A Life in Journalism and Diplomacy - Fulgence Charpentier
Fulgence Charpentier
Section 38, Grave 63
Fulgence Charpentier was born in Saint-Anne-de Prescott, Ontario on June 29, 1897. Over the course of his long and full life he had a wide variety of jobs, including diplomatic, political and bureaucratic positions. But his first love was journalism.
He started working at Montreal’s Le Devoir at the age of 18. Along with many other young men of his generation, Charpentier joined the Canadian Forces in 1918, but the war ended before he could be sent overseas. He stayed in the army after the Armistice to work in a military hospital on the campus of McGill University in Montreal.
After leaving the military in 1922, Charpentier moved to Ottawa, where he began covering Parliamentary affairs for Le Droit. He ended up becoming the longest-serving member of the Parliamentary Press Gallery. Charpentier’s early stories on the then-unilingual English environment of Parliament were believed to be instrumental in getting federal authorities to increase the visibility of French in the Canadian public service.
Over the course of his career, he also wrote for Montreal's La Presse and Quebec's Le Soleil. Charpentier also headed the Canadian Censorship Board during most World War II.
After the war ended, he joined the Department of External Affairs in 1947 and spend the next few decades abroad, first as a cultural attaché and finally as an ambassador. His foreign affairs resume included serving as a media spokesman for ambassador Georges Vanier in Paris and working as a diplomat from 1946 until 1968 in some francophone African nations and South America. While serving in Africa, Charpentier met Dr. Albert Schweitzer and became an advocate for his work.
A few years after returning to Canada, Charpentier was appointed Editor-in-chief of Le Droit. In 1978, he was made a Member of the Order of Canada and was promoted to Officer in 1998. Charpentier retired at the age of 71, but continued to write a weekly column on international politics for Le Droit for the next thirty years. It was only then, at the age of 101, that ill health finally forced Charpentier to put aside his trusty typewriter.
He passed away on February 6, 2001 at the age of 103.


Activity:
Search the data below, and report every line in which "Approved" occurs.

(Website and app data records)
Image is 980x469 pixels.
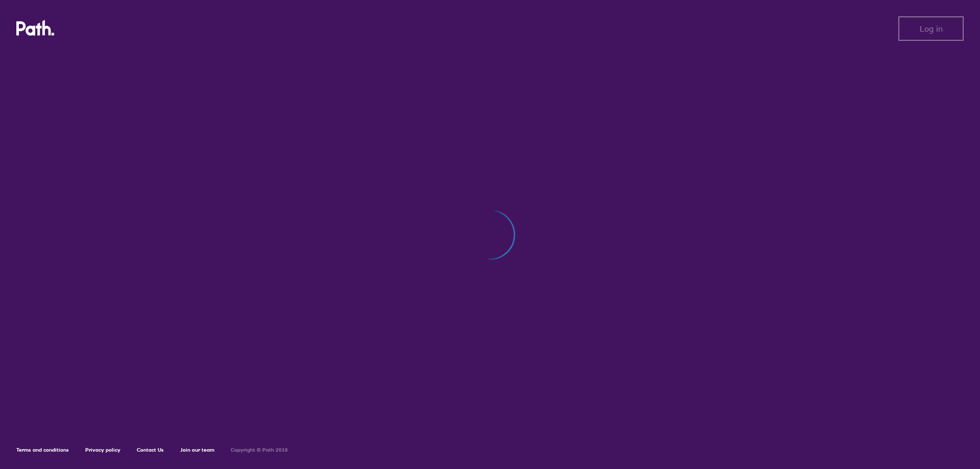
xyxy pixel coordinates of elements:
[180,446,214,453] a: Join our team
[137,446,164,453] a: Contact Us
[16,446,69,453] a: Terms and conditions
[919,24,943,33] span: Log in
[85,446,120,453] a: Privacy policy
[230,447,288,453] h6: Copyright © Path 2018
[898,16,964,41] button: Log in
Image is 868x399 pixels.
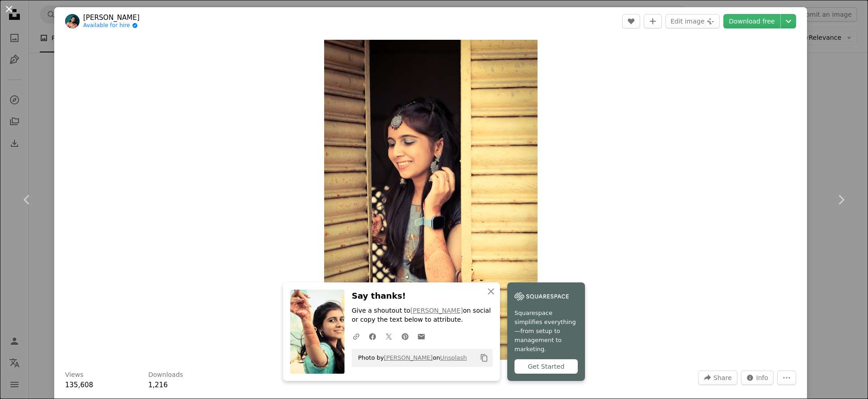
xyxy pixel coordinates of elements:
[813,157,868,243] a: Next
[440,354,466,361] a: Unsplash
[698,371,737,385] button: Share this image
[384,354,432,361] a: [PERSON_NAME]
[65,381,93,389] span: 135,608
[507,283,585,381] a: Squarespace simplifies everything—from setup to management to marketing.Get Started
[756,371,768,385] span: Info
[364,327,381,346] a: Share on Facebook
[665,14,720,28] button: Edit image
[65,14,80,28] img: Go to siddharth vyas's profile
[514,290,569,303] img: file-1747939142011-51e5cc87e3c9
[83,13,140,22] a: [PERSON_NAME]
[381,327,397,346] a: Share on Twitter
[777,371,796,385] button: More Actions
[643,14,662,28] button: Add to Collection
[514,359,578,374] div: Get Started
[781,14,796,28] button: Choose download size
[148,371,183,379] h3: Downloads
[148,381,168,389] span: 1,216
[324,40,538,360] img: a woman with long hair standing in a doorway
[622,14,640,28] button: Like
[514,309,578,354] span: Squarespace simplifies everything—from setup to management to marketing.
[324,40,538,360] button: Zoom in on this image
[411,307,463,314] a: [PERSON_NAME]
[352,290,492,303] h3: Say thanks!
[723,14,780,28] a: Download free
[353,351,467,365] span: Photo by on
[83,22,140,30] a: Available for hire
[65,371,84,379] h3: Views
[741,371,774,385] button: Stats about this image
[413,327,430,346] a: Share over email
[476,351,492,366] button: Copy to clipboard
[397,327,413,346] a: Share on Pinterest
[713,371,732,385] span: Share
[352,306,492,324] p: Give a shoutout to on social or copy the text below to attribute.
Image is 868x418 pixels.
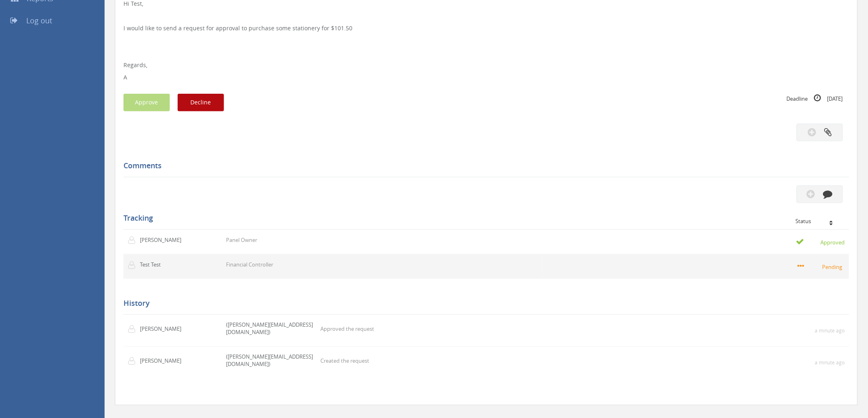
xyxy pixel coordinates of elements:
[123,61,849,69] p: Regards,
[123,73,849,82] p: A
[128,236,140,245] img: user-icon.png
[815,327,845,334] small: a minute ago
[123,214,843,223] h5: Tracking
[320,325,374,333] p: Approved the request
[798,262,845,271] small: Pending
[226,236,257,244] p: Panel Owner
[178,94,224,111] button: Decline
[815,359,845,366] small: a minute ago
[26,15,52,26] span: Log out
[123,94,170,111] button: Approve
[786,94,843,103] small: Deadline [DATE]
[123,300,843,308] h5: History
[128,357,140,366] img: user-icon.png
[140,236,187,244] p: [PERSON_NAME]
[226,261,273,269] p: Financial Controller
[123,24,849,32] p: I would like to send a request for approval to purchase some stationery for $101.50
[795,219,843,224] div: Status
[140,261,187,269] p: Test Test
[123,162,843,170] h5: Comments
[796,238,845,247] small: Approved
[226,321,316,336] p: ([PERSON_NAME][EMAIL_ADDRESS][DOMAIN_NAME])
[128,325,140,333] img: user-icon.png
[226,353,316,368] p: ([PERSON_NAME][EMAIL_ADDRESS][DOMAIN_NAME])
[140,325,187,333] p: [PERSON_NAME]
[140,357,187,365] p: [PERSON_NAME]
[320,357,369,365] p: Created the request
[128,261,140,270] img: user-icon.png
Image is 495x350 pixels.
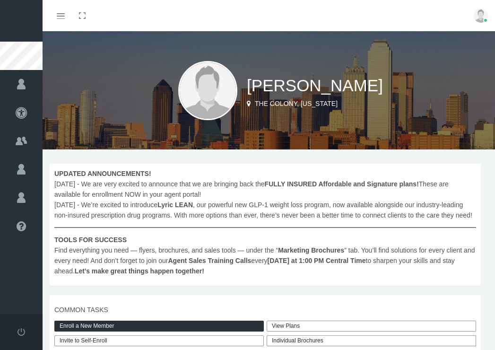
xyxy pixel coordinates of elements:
span: [PERSON_NAME] [247,76,383,94]
b: FULLY INSURED Affordable and Signature plans! [265,180,419,188]
span: The Colony, [US_STATE] [255,100,337,107]
span: [DATE] - We are very excited to announce that we are bringing back the These are available for en... [54,168,476,276]
img: user-placeholder.jpg [473,9,488,23]
span: COMMON TASKS [54,304,476,315]
b: Agent Sales Training Calls [168,257,251,264]
b: Lyric LEAN [157,201,193,208]
a: View Plans [266,320,476,331]
img: user-placeholder.jpg [178,61,237,120]
b: UPDATED ANNOUNCEMENTS! [54,170,151,177]
b: TOOLS FOR SUCCESS [54,236,127,243]
div: Individual Brochures [266,335,476,346]
a: Invite to Self-Enroll [54,335,264,346]
b: [DATE] at 1:00 PM Central Time [267,257,366,264]
a: Enroll a New Member [54,320,264,331]
b: Let’s make great things happen together! [75,267,204,274]
b: Marketing Brochures [278,246,344,254]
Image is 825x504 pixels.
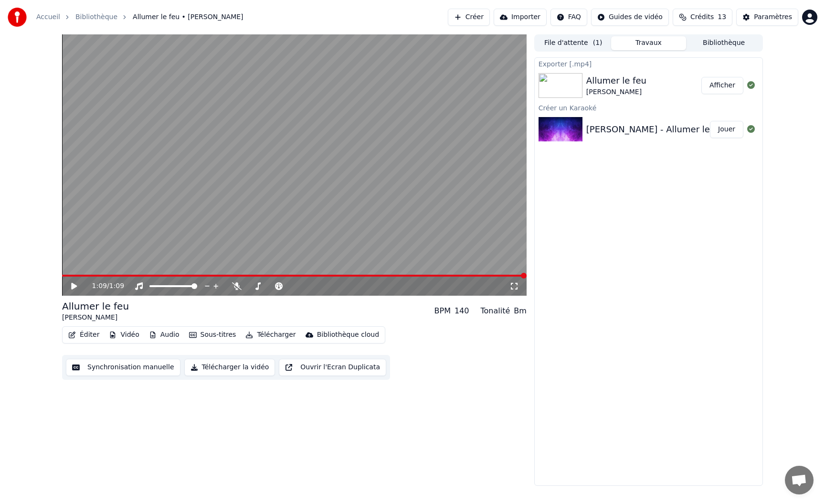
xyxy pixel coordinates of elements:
button: Afficher [702,77,743,94]
div: Allumer le feu [587,74,647,87]
button: Travaux [612,36,687,50]
span: 13 [717,12,727,22]
a: Accueil [36,12,60,22]
span: Crédits [690,12,714,22]
div: Bm [514,305,526,317]
div: Bibliothèque cloud [317,330,379,340]
div: Ouvrir le chat [785,466,814,494]
button: Audio [145,328,184,342]
div: Exporter [.mp4] [535,58,763,70]
div: Paramètres [754,12,792,22]
button: Importer [494,8,547,26]
button: File d'attente [535,36,612,50]
nav: breadcrumb [36,12,243,22]
div: [PERSON_NAME] - Allumer le feu (Radio Edit) [587,123,780,136]
div: BPM [434,305,451,317]
button: Créer [448,8,490,26]
button: Télécharger [241,328,300,342]
button: Vidéo [105,328,143,342]
button: FAQ [550,8,587,26]
button: Télécharger la vidéo [185,358,276,376]
a: Bibliothèque [75,12,118,22]
div: Allumer le feu [62,300,129,313]
span: ( 1 ) [593,38,602,47]
img: youka [7,7,27,27]
button: Synchronisation manuelle [66,358,180,376]
div: [PERSON_NAME] [587,87,647,97]
span: 1:09 [92,281,107,291]
div: Créer un Karaoké [535,102,763,113]
div: Tonalité [481,305,509,317]
button: Crédits13 [673,8,732,26]
span: 1:09 [110,281,124,291]
button: Ouvrir l'Ecran Duplicata [278,358,386,376]
button: Éditer [64,328,103,342]
button: Guides de vidéo [591,8,669,26]
div: [PERSON_NAME] [62,313,129,322]
button: Paramètres [736,8,798,26]
button: Sous-titres [186,328,240,342]
div: / [92,281,115,291]
button: Bibliothèque [686,36,762,50]
div: 140 [455,305,470,317]
button: Jouer [710,121,743,138]
span: Allumer le feu • [PERSON_NAME] [133,12,243,22]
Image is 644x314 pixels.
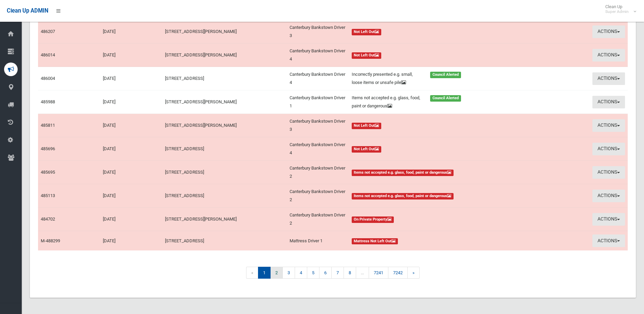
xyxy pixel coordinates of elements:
[593,96,625,108] button: Actions
[352,170,454,176] span: Items not accepted e.g. glass, food, paint or dangerous
[593,49,625,61] button: Actions
[307,267,320,279] a: 5
[7,8,48,14] span: Clean Up ADMIN
[100,160,163,184] td: [DATE]
[41,52,55,58] a: 486014
[163,208,287,231] td: [STREET_ADDRESS][PERSON_NAME]
[163,184,287,208] td: [STREET_ADDRESS]
[41,238,60,243] a: M-488299
[352,145,501,153] a: Not Left Out
[258,267,271,279] span: 1
[347,71,426,87] div: Incorrectly presented e.g. small, loose items or unsafe pile
[270,267,283,279] a: 2
[100,208,163,231] td: [DATE]
[287,160,349,184] td: Canterbury Bankstown Driver 2
[287,91,349,114] td: Canterbury Bankstown Driver 1
[100,91,163,114] td: [DATE]
[606,9,629,15] small: Super Admin
[41,193,55,198] a: 485113
[331,267,344,279] a: 7
[163,114,287,137] td: [STREET_ADDRESS][PERSON_NAME]
[369,267,389,279] a: 7241
[593,119,625,132] button: Actions
[352,71,501,87] a: Incorrectly presented e.g. small, loose items or unsafe pile Council Alerted
[352,94,501,110] a: Items not accepted e.g. glass, food, paint or dangerous Council Alerted
[287,20,349,44] td: Canterbury Bankstown Driver 3
[41,146,55,151] a: 485696
[287,184,349,208] td: Canterbury Bankstown Driver 2
[163,20,287,44] td: [STREET_ADDRESS][PERSON_NAME]
[41,76,55,81] a: 486004
[593,143,625,155] button: Actions
[407,267,419,279] a: »
[100,184,163,208] td: [DATE]
[593,72,625,85] button: Actions
[100,231,163,250] td: [DATE]
[352,29,382,35] span: Not Left Out
[319,267,332,279] a: 6
[593,235,625,247] button: Actions
[163,137,287,160] td: [STREET_ADDRESS]
[287,67,349,91] td: Canterbury Bankstown Driver 4
[352,123,382,129] span: Not Left Out
[163,44,287,67] td: [STREET_ADDRESS][PERSON_NAME]
[282,267,295,279] a: 3
[287,231,349,250] td: Mattress Driver 1
[163,67,287,91] td: [STREET_ADDRESS]
[100,44,163,67] td: [DATE]
[602,4,636,15] span: Clean Up
[287,137,349,160] td: Canterbury Bankstown Driver 4
[41,170,55,175] a: 485695
[352,51,501,59] a: Not Left Out
[100,114,163,137] td: [DATE]
[352,28,501,35] a: Not Left Out
[352,237,501,245] a: Mattress Not Left Out
[41,216,55,222] a: 484702
[163,91,287,114] td: [STREET_ADDRESS][PERSON_NAME]
[388,267,408,279] a: 7242
[41,99,55,104] a: 485988
[100,20,163,44] td: [DATE]
[352,193,454,200] span: Items not accepted e.g. glass, food, paint or dangerous
[343,267,356,279] a: 8
[41,29,55,34] a: 486207
[593,167,625,179] button: Actions
[287,114,349,137] td: Canterbury Bankstown Driver 3
[356,267,369,279] span: ...
[163,160,287,184] td: [STREET_ADDRESS]
[352,146,382,153] span: Not Left Out
[352,121,501,130] a: Not Left Out
[352,168,501,177] a: Items not accepted e.g. glass, food, paint or dangerous
[287,44,349,67] td: Canterbury Bankstown Driver 4
[593,190,625,202] button: Actions
[352,52,382,59] span: Not Left Out
[100,67,163,91] td: [DATE]
[287,208,349,231] td: Canterbury Bankstown Driver 2
[430,95,461,101] span: Council Alerted
[347,94,426,110] div: Items not accepted e.g. glass, food, paint or dangerous
[352,238,398,245] span: Mattress Not Left Out
[352,216,394,223] span: On Private Property
[246,267,258,279] span: «
[100,137,163,160] td: [DATE]
[294,267,307,279] a: 4
[593,25,625,38] button: Actions
[41,123,55,128] a: 485811
[593,213,625,226] button: Actions
[163,231,287,250] td: [STREET_ADDRESS]
[352,215,501,223] a: On Private Property
[430,71,461,78] span: Council Alerted
[352,192,501,200] a: Items not accepted e.g. glass, food, paint or dangerous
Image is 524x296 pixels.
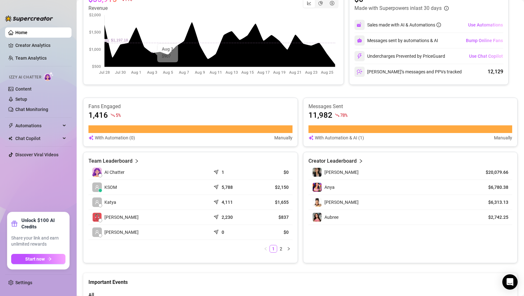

Expected output:
[320,325,374,333] p: Approved the request
[796,238,845,247] small: Approved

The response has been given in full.